Sunday 10 July 2011

Knowing when to bail: This isn't politics, it's bigger than that – just ask Hugh Grant

Hugh Grant: Not just a pretty face
Like everyone in the country, I am agog at what's going on. The tabloid press seem to have sunk to new lows below even those assumed of them. The police seem to be guilty of taking a discretionary approach to what is or is not illegal, based on self-interest. And it would seem that politicians have entered a Faustian pact with the Murdoch empire that has prevented anyone from getting to the bottom of how information is bought, sold and publicised in some parts of the British media. Just ask Hugh Grant, he knows all about it.

It now seems clear that Murdoch may not be allowed to buy the rest of the BSkyB but that his current holdings need to be reviewed and reduced. Even without further revelations only a nitwit would try to defend the assertion that News International will do a thorough job cleaning up its act through self-regulation or, for that matter, the Metropolitan Police should be left to its own devices. It is political suicide to trivialise the implications of this, because the public have got beyond the 'smoke without fire' stage to organising its own evacuation. The public isn't waiting for politicians to tell them what to do: Mumsnet and the Church of England are looking at a Murdoch boycott and are sufficiently well informed not to be distracted by the closure of the News of the World. The good old Guardian has become our very own Washington Post, now looked to across the world for the only unbiased coverage of this whole business.

I have a close friend who is the international editor of a well-known celebrity magazine and she has often told me of the fear the famous have of the British tabloid press, some choose never to come to the UK or leave hastily because of it. No great loss, you may think, but an interesting indicator of how the British tabloid press is in a class of its own when it comes to being out of control. Further it has always fascinated me that the worst practices of some of the media in this country are managed and exploited by non-residents who would not welcome or tolerate such intrusion in the countries they choose to live in. Having said that, my friend has often argued for the continuance of an unregulated press. So what's to do?

Ed Miliband has been accused of playing politics with this issue, I don't think that is possible. Like Watergate and the Profumo Affair, it's got beyond that now. We do need to stop the Murdoch takeover sharpish. We do need someone to stop the deleting as it is now, shredding as it was in Ollie North's day. And as David Cameron agreed, old Rebekah Brooks needs to go whether she is a 'lightning rod' or not, if only to say that if it all goes tits up on your watch, it's your responsibility.

I am amazed and, I have to say, delighted at the role Hugh Grant has played in all this. It seems following his relentless experience of being 'papped', he fought back by taking ex-News of the World journalist Paul McMullan out for a drink with a microphone pen in his pocket to record and expose the hacking, police bribery allegations and the culpability of politicians and newspaper editors and bosses as McMullan bragged that 'he [Grant] was powerless to do anything about it.' Given his extraordinary tenacity I think he should definitely play himself in the inevitable film.

It may yet turn out that Andy Coulson becomes #newsgate's Oliver North, but even going for his scalp won't keep the information, outrage and disgust coming wave upon wave now. Talking of waves, if you want to avoid a painful wipeout, the knowledgeable surfer knows when it's best to bail  a surfing term meaning jumping in the water before you lose your balance. Let's hope the PM remembers in time, that to ride the next wave, bailing is better than heading for a wipeout.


▶ WHAT YOU SHOULD DO
In the material below, find each line with the word "left" and copy it.

▶ RECORDS PROVIDED
....

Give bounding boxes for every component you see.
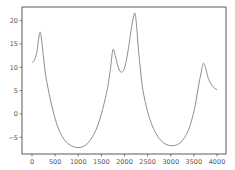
x-tick-label: 2000	[116, 158, 133, 166]
x-tick-label: 2500	[139, 158, 156, 166]
y-tick-label: 15	[10, 40, 18, 48]
y-tick-label: 20	[10, 17, 18, 25]
y-axis-ticks: −505101520	[8, 17, 22, 142]
x-tick-label: 0	[30, 158, 34, 166]
x-tick-label: 500	[49, 158, 61, 166]
x-axis-ticks: 05001000150020002500300035004000	[30, 154, 225, 166]
x-tick-label: 1000	[70, 158, 87, 166]
plot-area	[22, 7, 226, 154]
x-tick-label: 4000	[209, 158, 226, 166]
x-tick-label: 1500	[93, 158, 110, 166]
y-tick-label: −5	[8, 134, 18, 142]
line-chart: 05001000150020002500300035004000 −505101…	[0, 0, 235, 170]
y-tick-label: 5	[14, 87, 18, 95]
x-tick-label: 3000	[162, 158, 179, 166]
y-tick-label: 10	[10, 64, 18, 72]
y-tick-label: 0	[14, 110, 18, 118]
x-tick-label: 3500	[186, 158, 203, 166]
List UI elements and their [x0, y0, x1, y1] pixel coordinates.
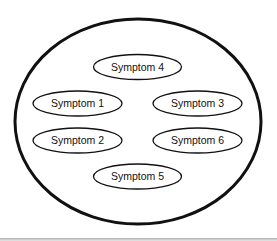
node-label: Symptom 6: [171, 134, 224, 146]
node-label: Symptom 1: [51, 97, 104, 109]
node-label: Symptom 4: [111, 61, 164, 73]
node-symptom-5: Symptom 5: [94, 164, 182, 189]
container-ellipse: [15, 19, 261, 224]
node-label: Symptom 2: [51, 134, 104, 146]
node-label: Symptom 3: [171, 97, 224, 109]
node-symptom-2: Symptom 2: [33, 128, 122, 153]
node-symptom-6: Symptom 6: [153, 128, 242, 153]
node-label: Symptom 5: [111, 170, 164, 182]
node-symptom-4: Symptom 4: [94, 55, 182, 80]
symptom-diagram: Symptom 4Symptom 1Symptom 3Symptom 2Symp…: [0, 0, 277, 241]
node-symptom-1: Symptom 1: [33, 91, 122, 116]
node-symptom-3: Symptom 3: [153, 91, 242, 116]
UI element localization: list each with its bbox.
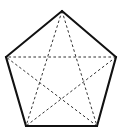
figure-canvas: [0, 0, 122, 136]
vertex-bottom-left: [25, 125, 27, 127]
vertex-left: [5, 56, 7, 58]
diagram-background: [0, 0, 122, 136]
pentagon-diagram: [0, 0, 122, 136]
vertex-right: [115, 56, 117, 58]
vertex-bottom-right: [96, 125, 98, 127]
vertex-apex: [61, 10, 63, 12]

....

▶ EXERCISE RESULT
vertex-bottom-left: [25, 125, 27, 127]
vertex-left: [5, 56, 7, 58]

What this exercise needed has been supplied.